How I came to be reading a biography of Warren Buffett

One of the greatest things about reading is that you never know where it will take you. Fiction leads to nonfiction. Nonfiction leads to fiction. Light reading leads to heavy reading. The combinations are endless. Thus, I was playing catch-up, trying to read the articles of interest in the issues of Time magazine that I’d gotten behind on. A fairly recent issue contained an article on Warren Buffett. He’s always struck me as someone who was relatively enigmatic. I’d read various editorials he’d written, and seen him interviewed on Charlie Rose, but I didn’t really know anything about him.

In the course of the article, there was a reference to a fairly recent biography of Buffett (not the first) written by Alice Schroeder.
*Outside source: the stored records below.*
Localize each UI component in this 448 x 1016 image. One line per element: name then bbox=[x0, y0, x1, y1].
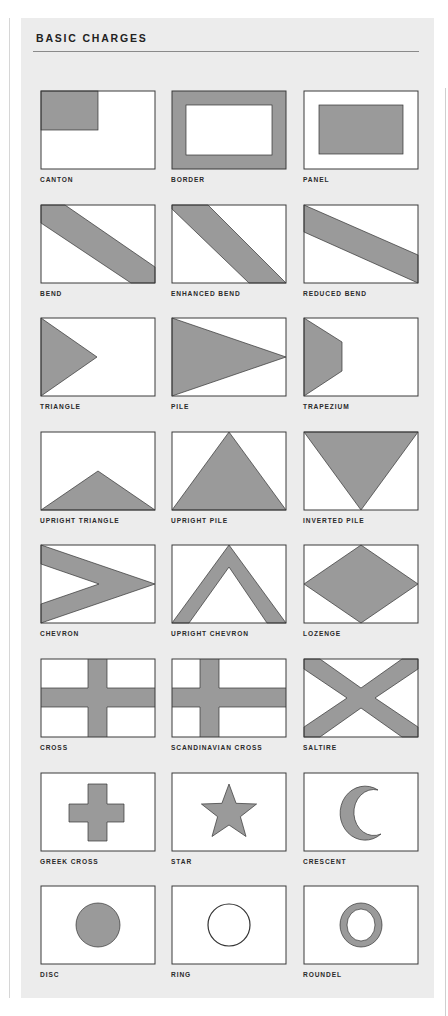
pile-icon bbox=[171, 317, 287, 397]
charge-canton: CANTON bbox=[40, 90, 156, 170]
charge-border: BORDER bbox=[171, 90, 287, 170]
charge-label: PANEL bbox=[303, 176, 329, 183]
charge-pile: PILE bbox=[171, 317, 287, 397]
star-icon bbox=[171, 772, 287, 852]
upright-chevron-icon bbox=[171, 544, 287, 624]
bend-icon bbox=[40, 204, 156, 284]
roundel-icon bbox=[303, 885, 419, 965]
charge-label: ROUNDEL bbox=[303, 971, 342, 978]
charge-triangle: TRIANGLE bbox=[40, 317, 156, 397]
charge-chevron: CHEVRON bbox=[40, 544, 156, 624]
crescent-icon bbox=[303, 772, 419, 852]
enhanced-bend-icon bbox=[171, 204, 287, 284]
upright-triangle-icon bbox=[40, 431, 156, 511]
charge-label: CANTON bbox=[40, 176, 74, 183]
chevron-icon bbox=[40, 544, 156, 624]
charge-crescent: CRESCENT bbox=[303, 772, 419, 852]
charge-lozenge: LOZENGE bbox=[303, 544, 419, 624]
upright-pile-icon bbox=[171, 431, 287, 511]
charge-label: CROSS bbox=[40, 744, 68, 751]
triangle-icon bbox=[40, 317, 156, 397]
charge-label: STAR bbox=[171, 858, 192, 865]
charge-inverted-pile: INVERTED PILE bbox=[303, 431, 419, 511]
section-title: BASIC CHARGES bbox=[36, 32, 148, 44]
charge-disc: DISC bbox=[40, 885, 156, 965]
canton-icon bbox=[40, 90, 156, 170]
charge-label: UPRIGHT TRIANGLE bbox=[40, 517, 120, 524]
charge-panel: PANEL bbox=[303, 90, 419, 170]
charge-label: ENHANCED BEND bbox=[171, 290, 241, 297]
charge-upright-chevron: UPRIGHT CHEVRON bbox=[171, 544, 287, 624]
cross-icon bbox=[40, 658, 156, 738]
charge-reduced-bend: REDUCED BEND bbox=[303, 204, 419, 284]
panel-icon bbox=[303, 90, 419, 170]
lozenge-icon bbox=[303, 544, 419, 624]
charge-label: GREEK CROSS bbox=[40, 858, 99, 865]
charge-label: REDUCED BEND bbox=[303, 290, 367, 297]
charge-trapezium: TRAPEZIUM bbox=[303, 317, 419, 397]
charge-greek-cross: GREEK CROSS bbox=[40, 772, 156, 852]
charge-label: SALTIRE bbox=[303, 744, 337, 751]
charge-label: TRAPEZIUM bbox=[303, 403, 350, 410]
charge-ring: RING bbox=[171, 885, 287, 965]
charge-label: UPRIGHT PILE bbox=[171, 517, 228, 524]
title-divider bbox=[33, 51, 419, 52]
charge-label: RING bbox=[171, 971, 191, 978]
left-margin-line bbox=[9, 18, 10, 998]
reduced-bend-icon bbox=[303, 204, 419, 284]
charge-upright-triangle: UPRIGHT TRIANGLE bbox=[40, 431, 156, 511]
charge-label: SCANDINAVIAN CROSS bbox=[171, 744, 263, 751]
charge-label: BORDER bbox=[171, 176, 205, 183]
charge-label: CRESCENT bbox=[303, 858, 346, 865]
border-icon bbox=[171, 90, 287, 170]
trapezium-icon bbox=[303, 317, 419, 397]
charge-label: DISC bbox=[40, 971, 59, 978]
charge-label: LOZENGE bbox=[303, 630, 341, 637]
charge-scandinavian-cross: SCANDINAVIAN CROSS bbox=[171, 658, 287, 738]
charge-label: TRIANGLE bbox=[40, 403, 81, 410]
charge-label: CHEVRON bbox=[40, 630, 79, 637]
greek-cross-icon bbox=[40, 772, 156, 852]
charge-enhanced-bend: ENHANCED BEND bbox=[171, 204, 287, 284]
charge-upright-pile: UPRIGHT PILE bbox=[171, 431, 287, 511]
disc-icon bbox=[40, 885, 156, 965]
charge-label: BEND bbox=[40, 290, 62, 297]
charge-label: PILE bbox=[171, 403, 189, 410]
right-margin-line bbox=[445, 88, 446, 1016]
scandinavian-cross-icon bbox=[171, 658, 287, 738]
inverted-pile-icon bbox=[303, 431, 419, 511]
charge-star: STAR bbox=[171, 772, 287, 852]
charge-cross: CROSS bbox=[40, 658, 156, 738]
charge-saltire: SALTIRE bbox=[303, 658, 419, 738]
charge-roundel: ROUNDEL bbox=[303, 885, 419, 965]
charge-bend: BEND bbox=[40, 204, 156, 284]
ring-icon bbox=[171, 885, 287, 965]
saltire-icon bbox=[303, 658, 419, 738]
charge-label: UPRIGHT CHEVRON bbox=[171, 630, 249, 637]
charge-label: INVERTED PILE bbox=[303, 517, 365, 524]
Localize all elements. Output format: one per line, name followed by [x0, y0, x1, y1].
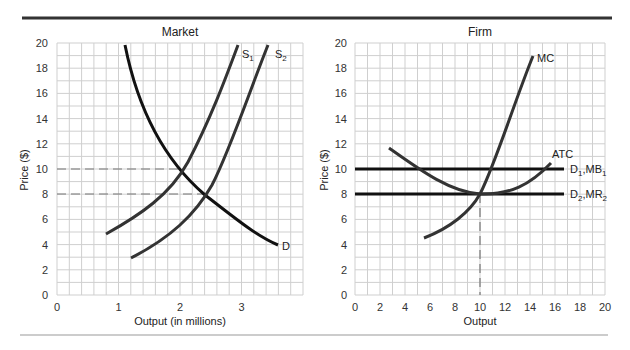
x-tick-label: 4: [402, 301, 408, 313]
label-mc: MC: [537, 52, 554, 64]
y-tick-label: 2: [341, 264, 347, 276]
x-tick-label: 6: [427, 301, 433, 313]
market-x-ticks: 0123: [54, 301, 245, 313]
y-tick-label: 2: [42, 264, 48, 276]
label-atc: ATC: [552, 148, 573, 160]
x-tick-label: 12: [499, 301, 511, 313]
x-tick-label: 20: [599, 301, 611, 313]
firm-title: Firm: [468, 25, 492, 39]
y-tick-label: 14: [335, 113, 347, 125]
y-tick-label: 4: [341, 239, 347, 251]
y-tick-label: 4: [42, 239, 48, 251]
x-tick-label: 0: [352, 301, 358, 313]
label-d1-mr1: D1,MB1: [570, 163, 607, 178]
firm-y-label: Price ($): [318, 149, 330, 191]
x-tick-label: 10: [474, 301, 486, 313]
x-tick-label: 1: [115, 301, 121, 313]
y-tick-label: 12: [36, 138, 48, 150]
y-tick-label: 18: [36, 62, 48, 74]
label-d: D: [282, 240, 290, 252]
label-s1: S1: [242, 48, 254, 63]
y-tick-label: 20: [335, 37, 347, 49]
y-tick-label: 6: [42, 213, 48, 225]
figure: Market 02468101214161820 0123 Output (in…: [0, 0, 630, 350]
atc-curve: [389, 148, 551, 194]
y-tick-label: 10: [36, 163, 48, 175]
x-tick-label: 3: [238, 301, 244, 313]
y-tick-label: 0: [42, 289, 48, 301]
label-d2-mr2: D2,MR2: [570, 188, 608, 203]
label-s2: S2: [275, 48, 287, 63]
x-tick-label: 0: [54, 301, 60, 313]
market-x-label: Output (in millions): [134, 315, 226, 327]
firm-chart: Firm 02468101214161820 02468101214161820…: [318, 25, 611, 327]
market-title: Market: [162, 25, 199, 39]
x-tick-label: 18: [574, 301, 586, 313]
y-tick-label: 0: [341, 289, 347, 301]
y-tick-label: 6: [341, 213, 347, 225]
y-tick-label: 14: [36, 113, 48, 125]
x-tick-label: 2: [377, 301, 383, 313]
market-chart: Market 02468101214161820 0123 Output (in…: [18, 25, 303, 327]
y-tick-label: 10: [335, 163, 347, 175]
mc-curve: [424, 56, 533, 238]
y-tick-label: 8: [42, 188, 48, 200]
firm-y-ticks: 02468101214161820: [335, 37, 347, 301]
market-y-ticks: 02468101214161820: [36, 37, 48, 301]
y-tick-label: 18: [335, 62, 347, 74]
y-tick-label: 20: [36, 37, 48, 49]
x-tick-label: 14: [524, 301, 536, 313]
x-tick-label: 8: [452, 301, 458, 313]
firm-x-ticks: 02468101214161820: [352, 301, 611, 313]
y-tick-label: 12: [335, 138, 347, 150]
y-tick-label: 16: [335, 87, 347, 99]
y-tick-label: 16: [36, 87, 48, 99]
market-y-label: Price ($): [18, 149, 30, 191]
y-tick-label: 8: [341, 188, 347, 200]
x-tick-label: 16: [549, 301, 561, 313]
firm-x-label: Output: [463, 315, 496, 327]
x-tick-label: 2: [177, 301, 183, 313]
The title of the book was The Snowball: Warren Buffett and the Business of Life. The anecdote in the article seemed interesting and so, as is my wont, I checked to see if the book was available on Kindle, which it was, and promptly downloaded it and started reading. I set aside A Dance with Dragons to make room for this book and I have not been disappointed. It is a long book, and I’m only about a quarter of the way through it, but it is readable and interesting, and has introduced me to areas of knowledge (stock trading and high finance) about which I previously knew very little.

It has also been encroaching on my daily golden age reading, I’m afraid, putting me a little behind where I should be. I thought that staying home with a sick little boy today would allow me to catch up, but I found that when I’d pick up the March 1942 Astounding and read a few paragraphs, I just put it down a few minutes later in favor of another chapter from the Buffett biography.

Such is the life of an avid reader, I suppose.